Explained: How did Elon Musk's SpaceX put a Tesla car in space?

The world was awestruck when the SpaceX CEO Elon Musk dropped a tweet saying, “Apparently, there’s a car in orbit around Earth.”
Elon Musk's tweet was attached with an image of a floating cherry-red Tesla sports car with a space-suited mannequin strapped in the driver’s seat and the Earth hanging behind it. (Twitter | Elon Musk)
Elon Musk's tweet was attached with an image of a floating cherry-red Tesla sports car with a space-suited mannequin strapped in the driver’s seat and the Earth hanging behind it. (Twitter | Elon Musk)

CHENNAI: The world was awestruck when the SpaceX CEO Elon Musk dropped a tweet Wednesday saying, “Apparently, there’s a car in orbit around Earth.”

The tweet was attached with an image of a floating cherry-red Tesla sports car with a space-suited mannequin strapped in the driver’s seat and the Earth hanging behind it. 

There’s a tiny chance that the $100,000 Tesla Roadster — with a message “Don’t Panic” damped on the dashboard and a David Bowie soundtrack playing on a loop — might one day bumped into aliens, but if it does the text printed on its circuit board “Made on Earth, by humans” would help them figure it out where it came from.

However, the question remains.

How did SpaceX put a car into the orbit around Earth?

The word for a SpaceX Falcon Heavy, the world’s largest rocket, was first put out almost seven years ago.

In a press release, dated April 5, 2011, it was revealed Falcon Heavy has the ability to carry satellites or interplanetary spacecraft weighing over 53 metric tons or 117,000 pounds to orbit.

A rocket capable of carrying a payload over 20 metric tonnes is classified under the Heavy-Lift Launch Vehicle (HLLV) category.
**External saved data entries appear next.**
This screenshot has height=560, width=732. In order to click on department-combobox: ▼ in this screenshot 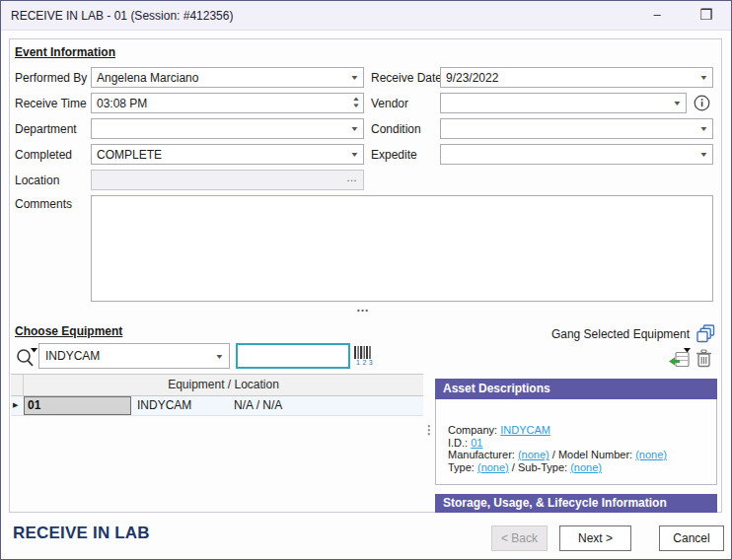, I will do `click(227, 128)`.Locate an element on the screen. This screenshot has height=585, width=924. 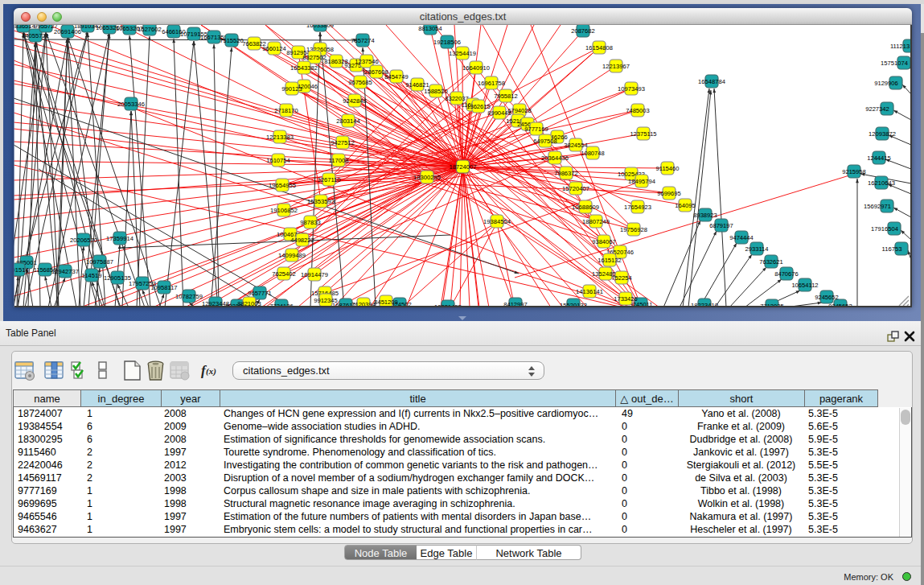
svg-text: 12905135 is located at coordinates (117, 278).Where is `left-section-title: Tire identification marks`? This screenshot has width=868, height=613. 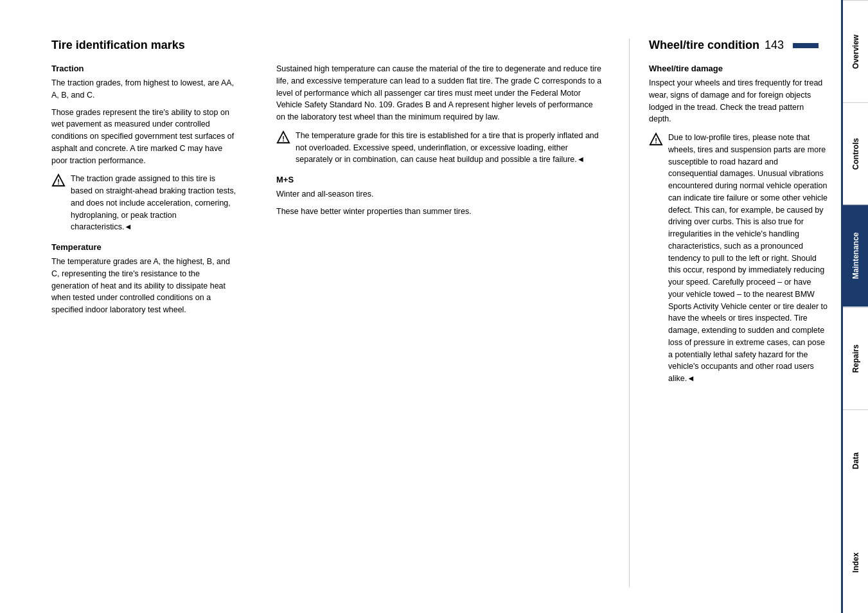
left-section-title: Tire identification marks is located at coordinates (145, 45).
The rocket must carry its package up to at least 160km above the surface and achieve an orbit, requiring speeds above 8,000 metres per second.

By 2018, its ability to carry weight was upgraded to 64 metric tons.
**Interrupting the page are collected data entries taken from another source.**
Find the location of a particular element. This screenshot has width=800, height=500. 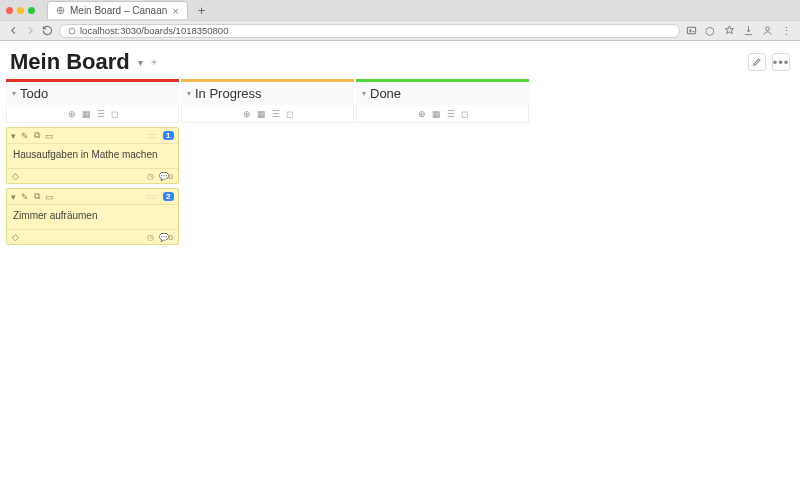

window-traffic-lights is located at coordinates (20, 10).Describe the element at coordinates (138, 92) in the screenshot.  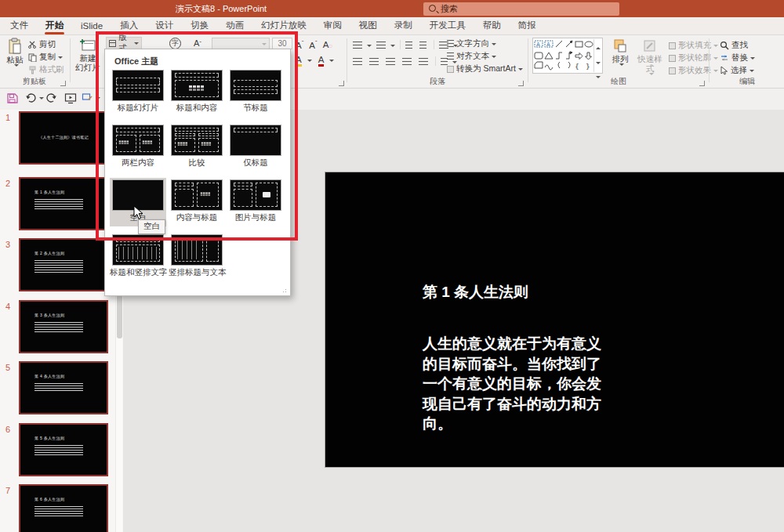
I see `layout-item-title-slide: 标题幻灯片` at that location.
64 metric tons is more than the maximum take-off weight of a fully-loaded Boeing 737-200 with 136 passengers. In other words, Falcon Heavy can deliver the equivalent of an entire commercial airplane full of passengers, crew, luggage and fuel all the way to orbit.

According to SpaceX, Falcon Heavy can lift more than twice the payload of the next closest operational vehicle, the Delta IV Heavy, which is operated by United Launch Alliance, a Boeing-Lockheed Martin joint venture, at one-third the cost.
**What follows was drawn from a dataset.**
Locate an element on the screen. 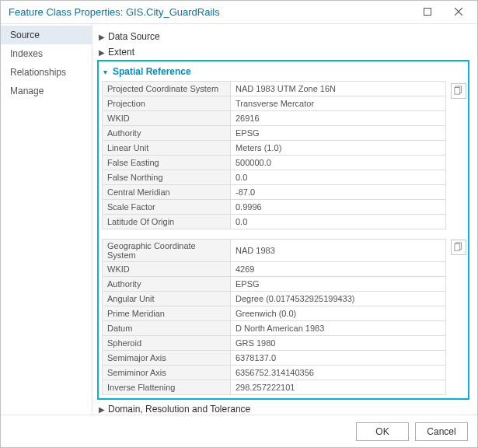 The image size is (478, 448). prop-value: NAD 1983 is located at coordinates (339, 250).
The Musk’s space company had set an eye on late 2013-2014 for the rocket’s first launch. However, the launch got delayed on numerous occasions. 

On February 6, the Falcon Heavy rocket lifted off from Launch Complex 39A at Kennedy Space Center in Florida, leaving behind orange flames. The entire space industry was watching the launch with anticipation, giving it a countdown, and then as it succeeded Elon Musk’s tweet about the car in the space came out. 

The Falcon Heavy achieved this by using three rockets — three SpaceX’s smaller Falcon 9 rockets essentially strapped together to form the world’s powerful rocket. As it blasted off from the launchpad, two rockets separated after the completion of stage one of the launch. While the final rocket moved forward, with the Tesla Roadster in its upper stage. 

The Roadster spent hours zapped by radioactive rays in the Van Allen belts. After that the upper stage boosters fired one last time, pushing the Tesla out into space. 

The third rocket, however, overshot the trajectory and the car went for an extra long drive than it was originally planned for. 

The car had been intended to take a path around the Sun which would take it out into Mars, and orbit for a billion years. But it “exceeded Mars orbit and kept going to the asteroid belt” between Mars and Jupiter. 

Back on Earth, the two rockets, separated during the first stage from the core booster, safely returned to landing pads at the Kennedy Space Center. While the third, which was supposed to land on a barge in the Atlantic, crashed in the ocean at 300mph, “showering the deck with the shrapnel”.

What’s the sports car's fate? 

Experts fear that even if the car would be able to avoid collisions with solid objects in space, in long run, the space radiations will surely tear it apart. 

“Even if the car avoids any major collisions, over very long time horizons, it's unlikely the vehicle could avoid the kind of collisions with micrometeorites that leave other space junk riddled with craters over time. But assuming those collisions don't completely tear the car apart, the radiation will,” William Carroll, professor of chemistry at Indiana University, told livescience.com. “As the bonds break, the car can literally fall apart.”